The Wire

In the 20th century, musicians began exploring the inner nature of sound. Music had long spoken the language of tones – fixed, stable pitches, defined through melody, harmony and rhythm. But Western art music, through the work of Debussy, Varese, Messiaen and Stockhausen, began probing alternatives. Varèse used batteries of percussion to subvert traditional orchestral sonority, so that – as Jonathan Harvey commented – “there’s no longer a sharp division between ‘noise’ and ‘musical tone'”. By the mid-1970s, French composers Hugues Dufourt, Gérard Grisey and Tristan Murail, and Romanian composer Horatiu Rädulescu, were analysing the sound spectrum. Dufourt described their work as “musique spectrale” and the movement became known as spectralism – music that works with the harmonic spectrum.

L’Origine Du Monde – Marilyn Nonken’s third exploration of spectral piano music for Métier – is a superb release. It features The NYU Contemporary Music Ensemble conducted by Jonathan Haas, and was recorded at Troy Music Hall in Upstate New York. The venue’s blend of clarity with warmth is necessary for spectralism’s focus on harmonics. In the works assembled here, physicality of performance is inseparable from musical sensuousness.

Rädulescu described spectral techniques as “a conceptual reply… to Pythagoras”. The Greek thinker had discovered that a string’s natural harmonics divide into mathematical proportions. Thus the ratios of the first three overtones of the harmonic series became the main intervals of the musical scale, the octave, fifth and fourth. But for the spectralists, the equal temperament system of major and minor keys led composers on a false path.

Spectralists turn back to something closer to the natural harmonic series. Every note or tone is the fundamental, lowest tone, of its own harmonic series or spectrum of over tones, which – they believe – equal temperament distorts in its drive to uniformity. But they mostly extend equal temperament rather than abandoning it, using quartertone or sixthtone approximations to the ideal pure pitch (there are parallels here with how serialism treats tonality). Spectralists also work with distorted spectra and inharmonic spectra (or noise).

Like his colleagues, Dufourt analyses sound as a physical and psychological experience, and the pieces on his Métier album reflect his philosophy of “sculpting a block of sound”, to quote Tristan Murail. Thus spectralism can be defined as form of high modernism that sculpts sound, creating space gesture, timbre and nuance.

The outstanding composition is Dufourt’s ensemble piece L’Origine Du Monde (2004). It’s inspired by Gustave Courbet’s painting of 1866, which depicts the female genitalia – both painting and composition are confrontational. The uses spectral techniques to amplify the piano’s overtones, blending them with exotic, microtonally inflected percussion to create a hieratic, imperious composition. It’s a powerful construction with a wonderfully elastic tension that rises with miraculous pacing to a roiling climax.

Meeresstille (1997) is a lugubrious, almost entropic depiction of the superficial stillness of a calm sea, while Rastlose Liebe (2000) unleashes a merciless storm. In An Schwager Kronos (1994) Dufourt refers to Goethe’s portrayal of time as a coachman; the resonating piano is pushed close to distortion, yet sensitive pedalling highlights the piece’s structure. The album concludes with Tombeau De Debussy (2019), a haunting tribute to the proto-spectralist master.

Thanks to Stockhausen’s work of the 50s and 60s, spectralism is often linked with electronic composition, where frequencies can be measured precisely. But though their orchestral sounds are often electronic, Dufourt, Grisey and Murail mostly use acoustic instruments. Helmut Lachenmann’s “musique concrète instrumentale”, from a similar era, exhibits the same paradox.

Where spectral qualities are dominant, the music is often slow and static, but that’s not Dufourt’s imaginative way – this is full of Romantic Sturm und Drang. As has been said, Dufourt reveres tradition without being traditional. Like the best music (and art) based on a theory, his compositions work – and for must work – even if you don’t know the theory. Most listeners will enjoy them for their compelling sensuous qualities.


## Requirement
Every line that contains "caption" must be located and copied from the data.

## Data extracts
────

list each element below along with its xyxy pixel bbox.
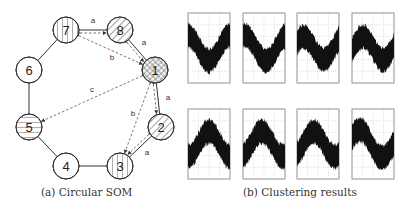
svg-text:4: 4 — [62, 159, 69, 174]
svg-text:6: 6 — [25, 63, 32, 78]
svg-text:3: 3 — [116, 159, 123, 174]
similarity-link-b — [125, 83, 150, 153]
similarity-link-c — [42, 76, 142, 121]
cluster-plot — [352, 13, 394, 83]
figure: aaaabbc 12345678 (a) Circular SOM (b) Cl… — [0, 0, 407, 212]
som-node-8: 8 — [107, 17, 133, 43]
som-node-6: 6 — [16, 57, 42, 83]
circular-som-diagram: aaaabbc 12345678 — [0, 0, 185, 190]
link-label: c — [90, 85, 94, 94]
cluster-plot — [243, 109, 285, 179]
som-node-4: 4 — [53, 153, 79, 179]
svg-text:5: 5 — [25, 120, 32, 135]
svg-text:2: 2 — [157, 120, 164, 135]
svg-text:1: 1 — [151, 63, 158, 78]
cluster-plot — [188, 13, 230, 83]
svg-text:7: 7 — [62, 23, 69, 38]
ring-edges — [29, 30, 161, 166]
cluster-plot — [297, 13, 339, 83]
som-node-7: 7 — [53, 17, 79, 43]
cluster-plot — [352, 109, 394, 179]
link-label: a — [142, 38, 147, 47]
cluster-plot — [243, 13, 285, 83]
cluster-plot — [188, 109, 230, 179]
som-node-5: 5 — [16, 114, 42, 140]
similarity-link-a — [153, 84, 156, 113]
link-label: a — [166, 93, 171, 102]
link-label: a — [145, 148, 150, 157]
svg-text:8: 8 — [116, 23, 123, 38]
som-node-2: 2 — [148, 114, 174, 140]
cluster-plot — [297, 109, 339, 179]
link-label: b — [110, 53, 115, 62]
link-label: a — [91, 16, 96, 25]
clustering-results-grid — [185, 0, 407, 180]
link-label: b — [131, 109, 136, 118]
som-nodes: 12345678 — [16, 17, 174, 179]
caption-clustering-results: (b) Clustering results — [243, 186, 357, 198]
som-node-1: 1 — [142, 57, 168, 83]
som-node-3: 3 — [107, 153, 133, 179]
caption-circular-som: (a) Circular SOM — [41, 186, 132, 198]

────

## Expected answer
caption-clustering-results: (b) Clustering results — [243, 186, 357, 198]
caption-circular-som: (a) Circular SOM — [41, 186, 132, 198]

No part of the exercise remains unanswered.